In this Article, I showed that national constitutional courts have developed a third anti-marginalisation tactic as they started to submit more preliminary references to the ECJ. Although constitutional courts, which have asked no question whatsoever, represent a clear minority by now, the differences in the involvement of individual courts in the Article 267 TFEU mechanism remain significant. I argued that the most normatively attractive way to assess such development is to appreciate the unique participative and deliberative institutional design of constitutional review. Indeed, due to their institutional capacity allowing them to be more responsive, constitutional courts can use preliminary references to channel the voices of the less mobile part of EU citizens to the ECJ and thus balance the inherently anti-democratic material constitution of the EU that hinges on the neo-liberal ideals of ‘sound’ money, economic freedoms, and ‘free’ competition. Nevertheless, as the contextual analysis of the two cases demonstrated, the legitimacy-enhancing potential of preliminary references translates in contradictory directions in practice. On the one hand, the more promising story of Lithuanian farmers showed that in comparison with their ordinary counterparts, constitutional courts have used the mechanism to amplify specific arguments of various institutional actors – including national parliament – which have in turn provided the ECJ with an opportunity to consider the interests of the less vocal members of the EU's community. On the other hand, the story of Coman and Others demonstrated a riskier side of the potential. Instead of addressing the existing asymmetries at the EU level, constitutional courts may by means of preliminary references contribute to the reproduction and exacerbation of the dominating EU's paradigm of the economic union and market freedoms.

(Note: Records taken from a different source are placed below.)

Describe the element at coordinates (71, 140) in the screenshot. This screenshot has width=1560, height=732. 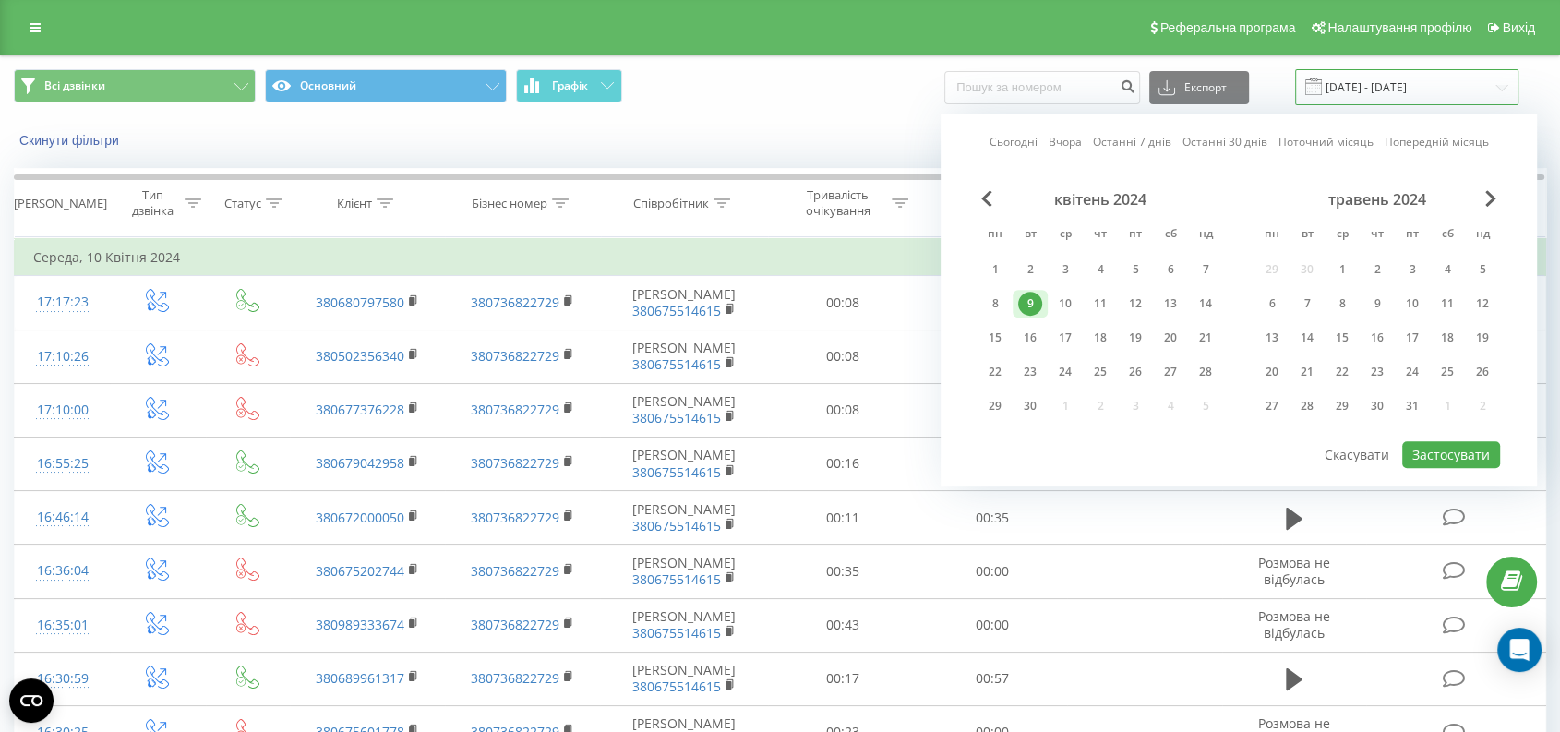
I see `button: Скинути фільтри` at that location.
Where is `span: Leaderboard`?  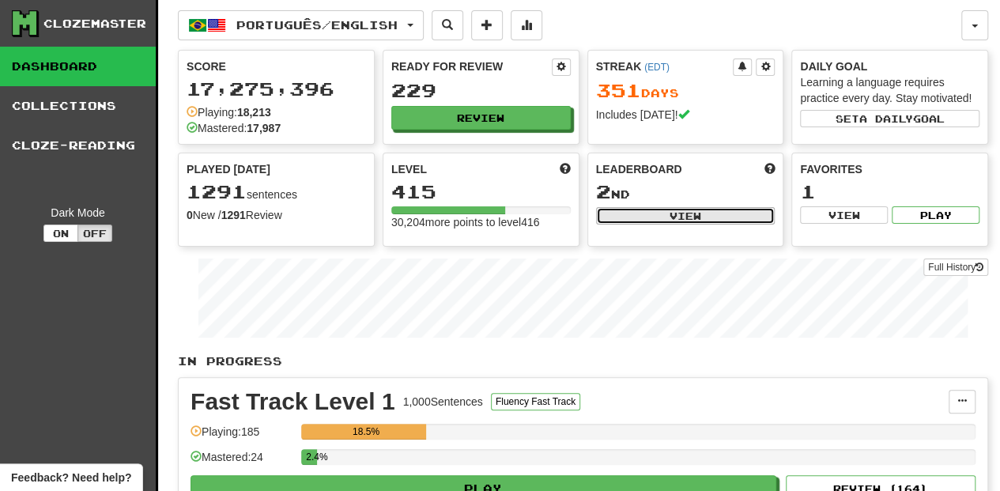
span: Leaderboard is located at coordinates (639, 169).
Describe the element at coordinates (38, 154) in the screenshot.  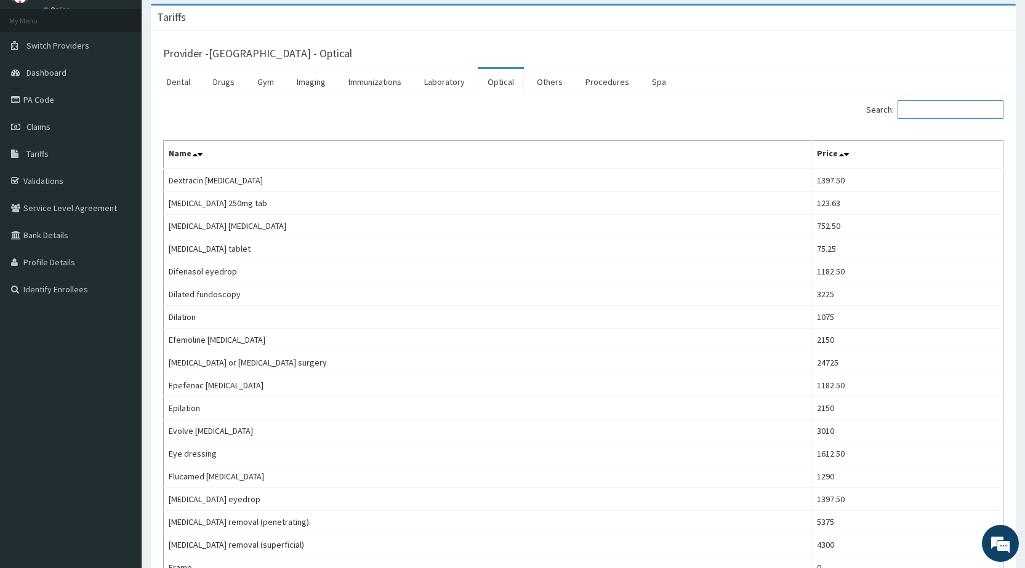
I see `span: Tariffs` at that location.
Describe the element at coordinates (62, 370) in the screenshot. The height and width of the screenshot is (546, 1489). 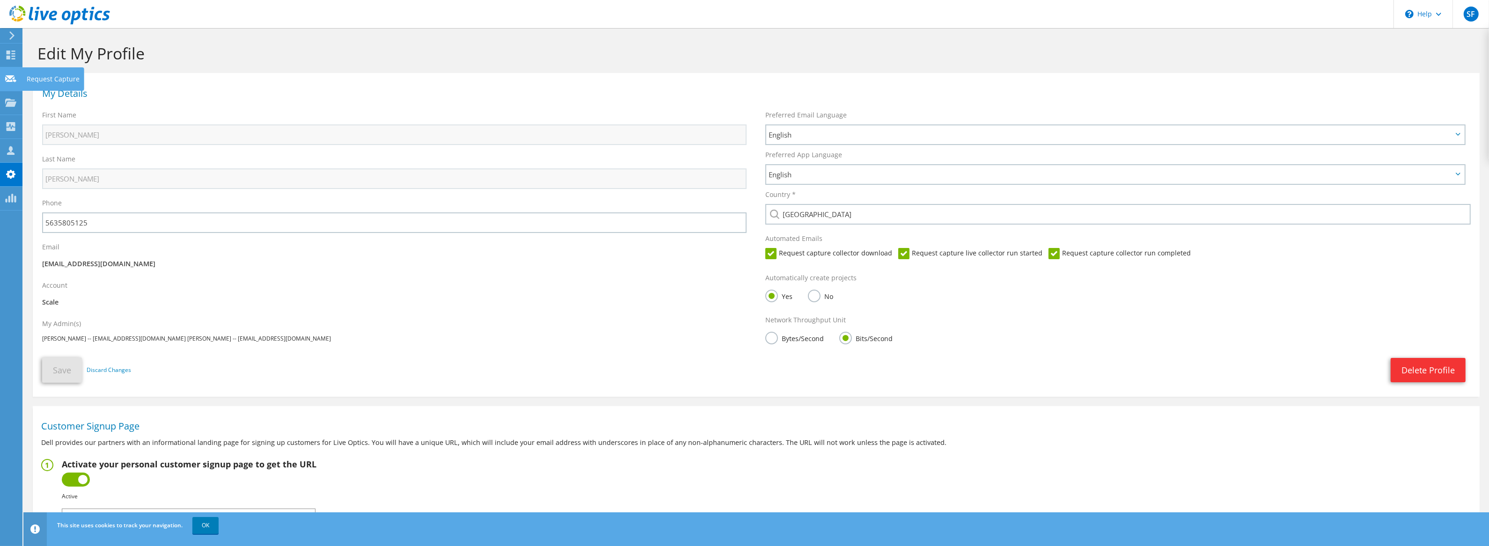
I see `button: Save` at that location.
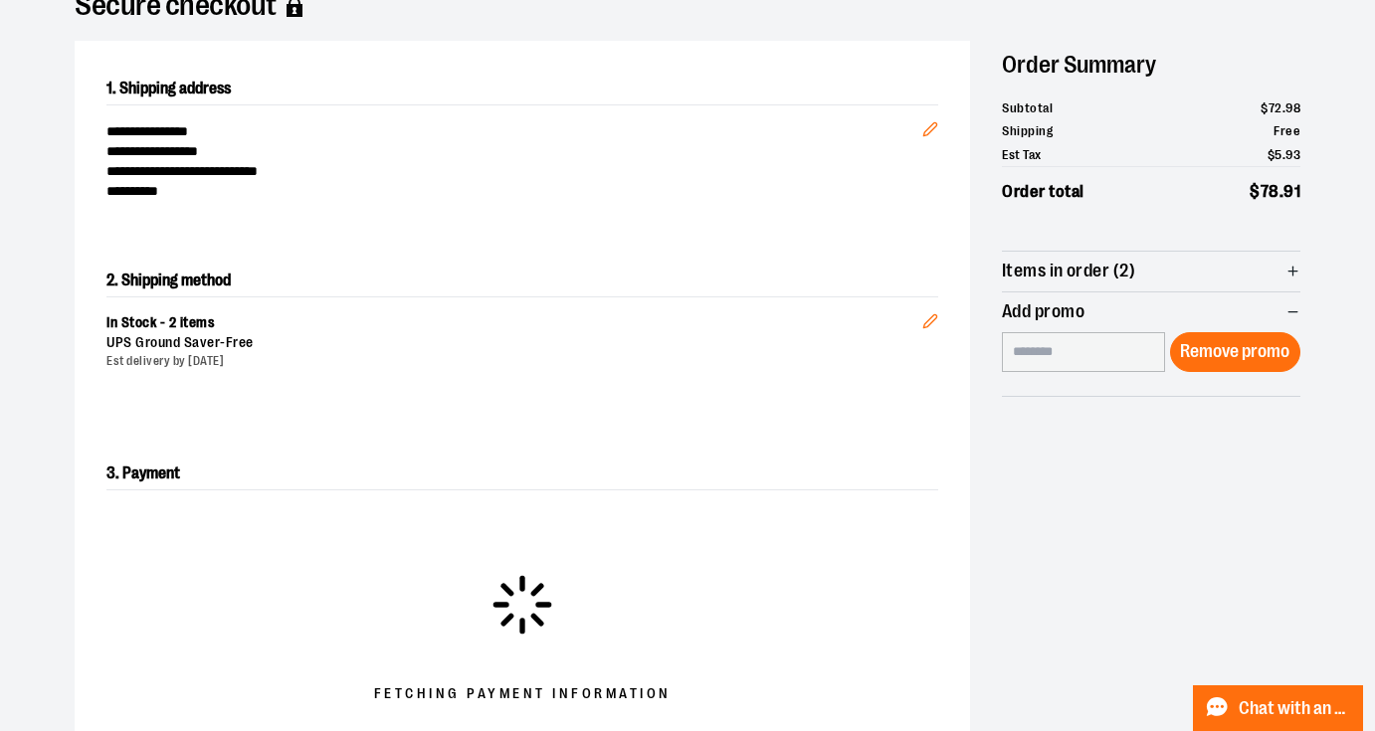 The image size is (1375, 731). I want to click on span: 72, so click(1275, 107).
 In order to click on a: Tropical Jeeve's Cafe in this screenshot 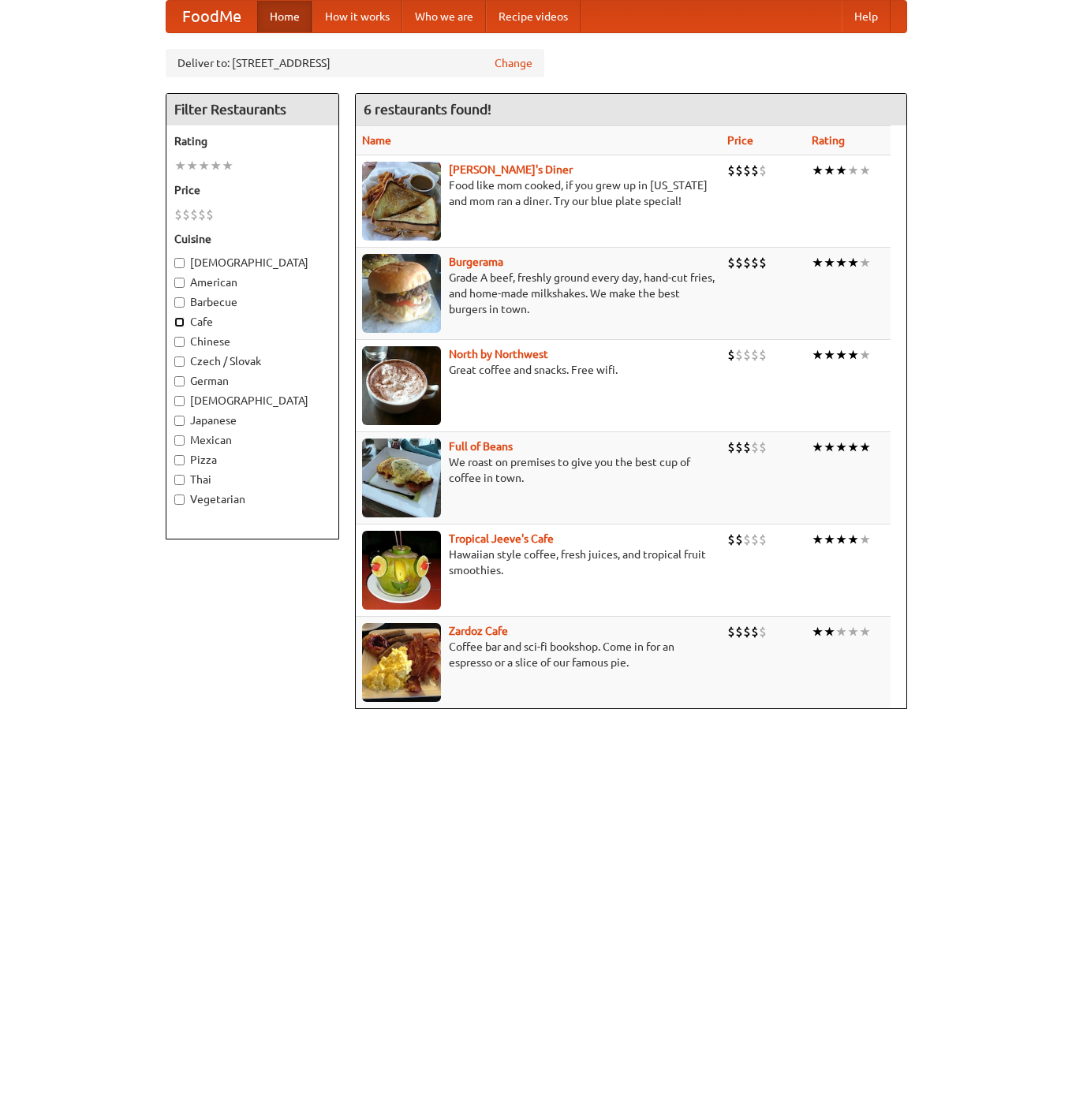, I will do `click(501, 539)`.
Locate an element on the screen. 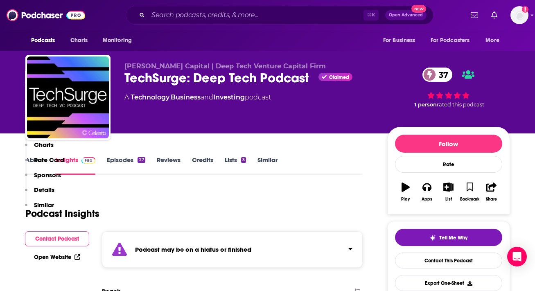 The height and width of the screenshot is (291, 535). button: Open AdvancedNew is located at coordinates (405, 15).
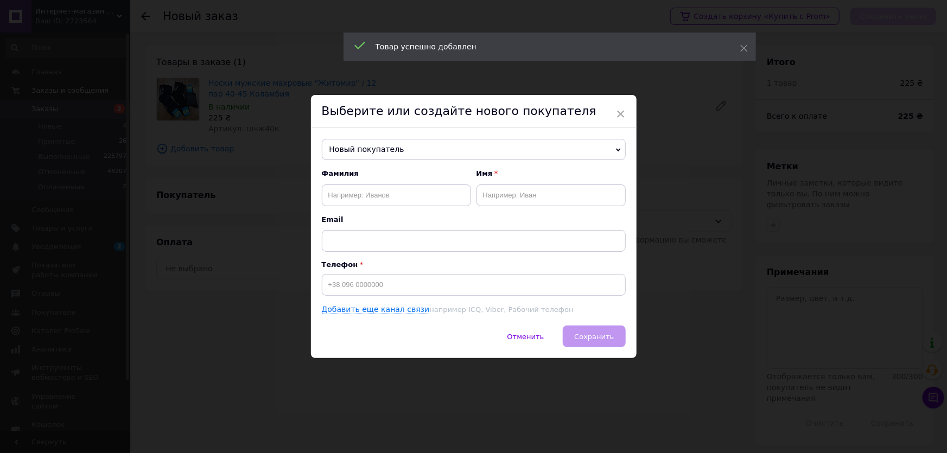 Image resolution: width=947 pixels, height=453 pixels. What do you see at coordinates (474, 264) in the screenshot?
I see `p: Телефон` at bounding box center [474, 264].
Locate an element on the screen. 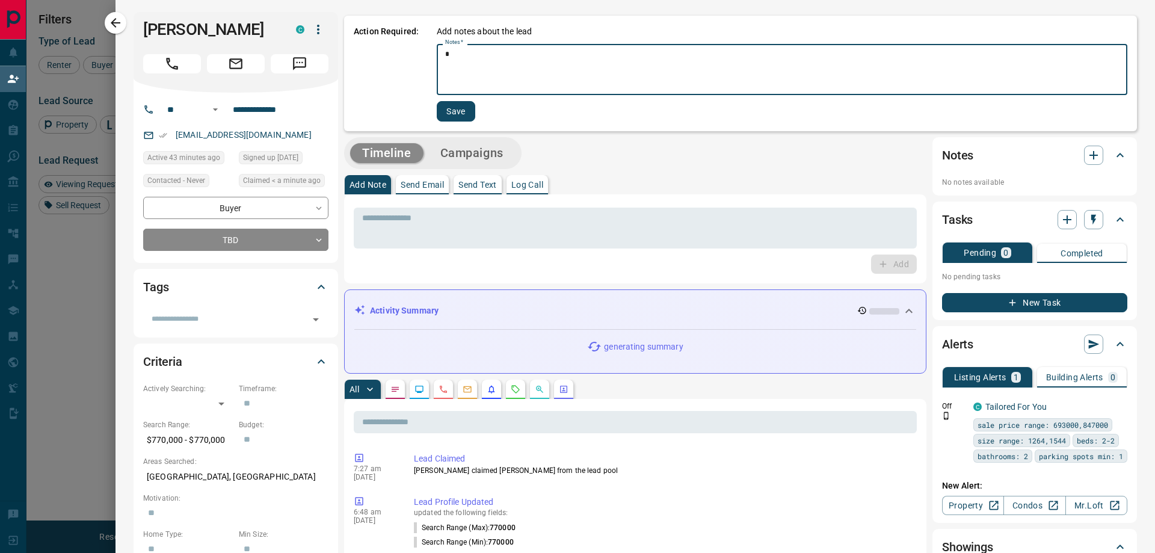 This screenshot has height=553, width=1155. a: Condos is located at coordinates (1034, 505).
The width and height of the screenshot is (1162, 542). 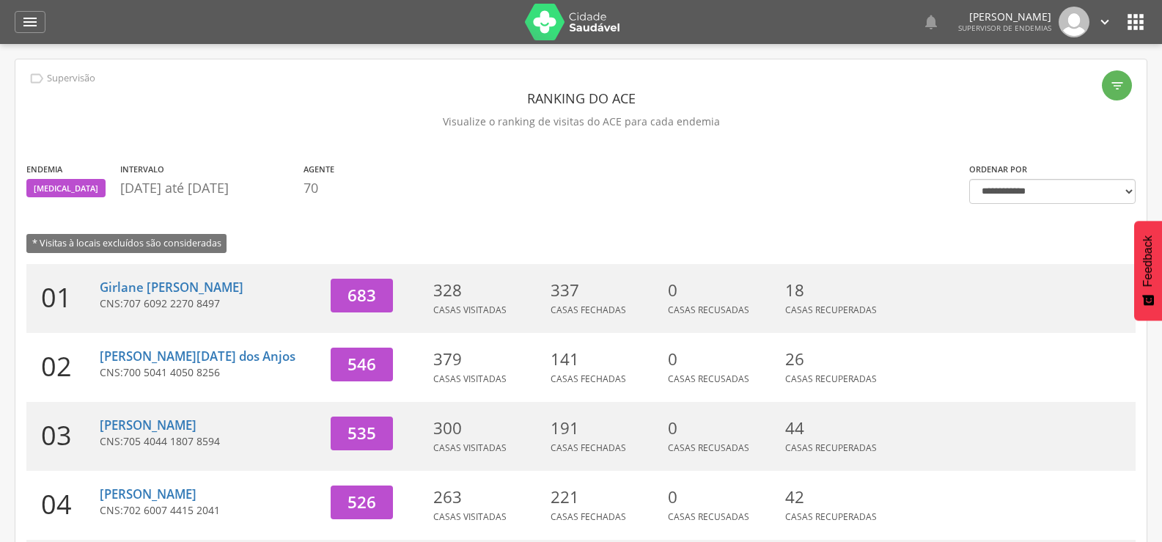 I want to click on p: 26, so click(x=840, y=359).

Now, it is crucial to emphasise that the specific deliberative reading of the constitutional courts’ role in the preliminary reference mechanism presented here does not claim to be something more than it could be. Even if all constitutional courts used their deliberative potential to the fullest in every reference, they could not distort the EU's material constitution based on the specific version of market capitalism on their own. Constitutional courts’ questions do represent only one part of an iterative sequence of unceasing political communication in the long run.Footnote 126 Consequently, even deliberative preliminary questions should be perceived cautiously as mere catalysers of a wider democratic discourse.
Nonetheless, I hope to have shown that it is important to be receptive to the deliberative performance of individual preliminary references in order to be able to assess whether constitutional courts in fact help to generate more legitimate decisions on the EU level, or whether their unique institutional design still remains in the sphere of unfulfilled promise. A detailed ‘deliberative’ analysis of the (future) individual questions seems to be a rather productive research agenda in that regard.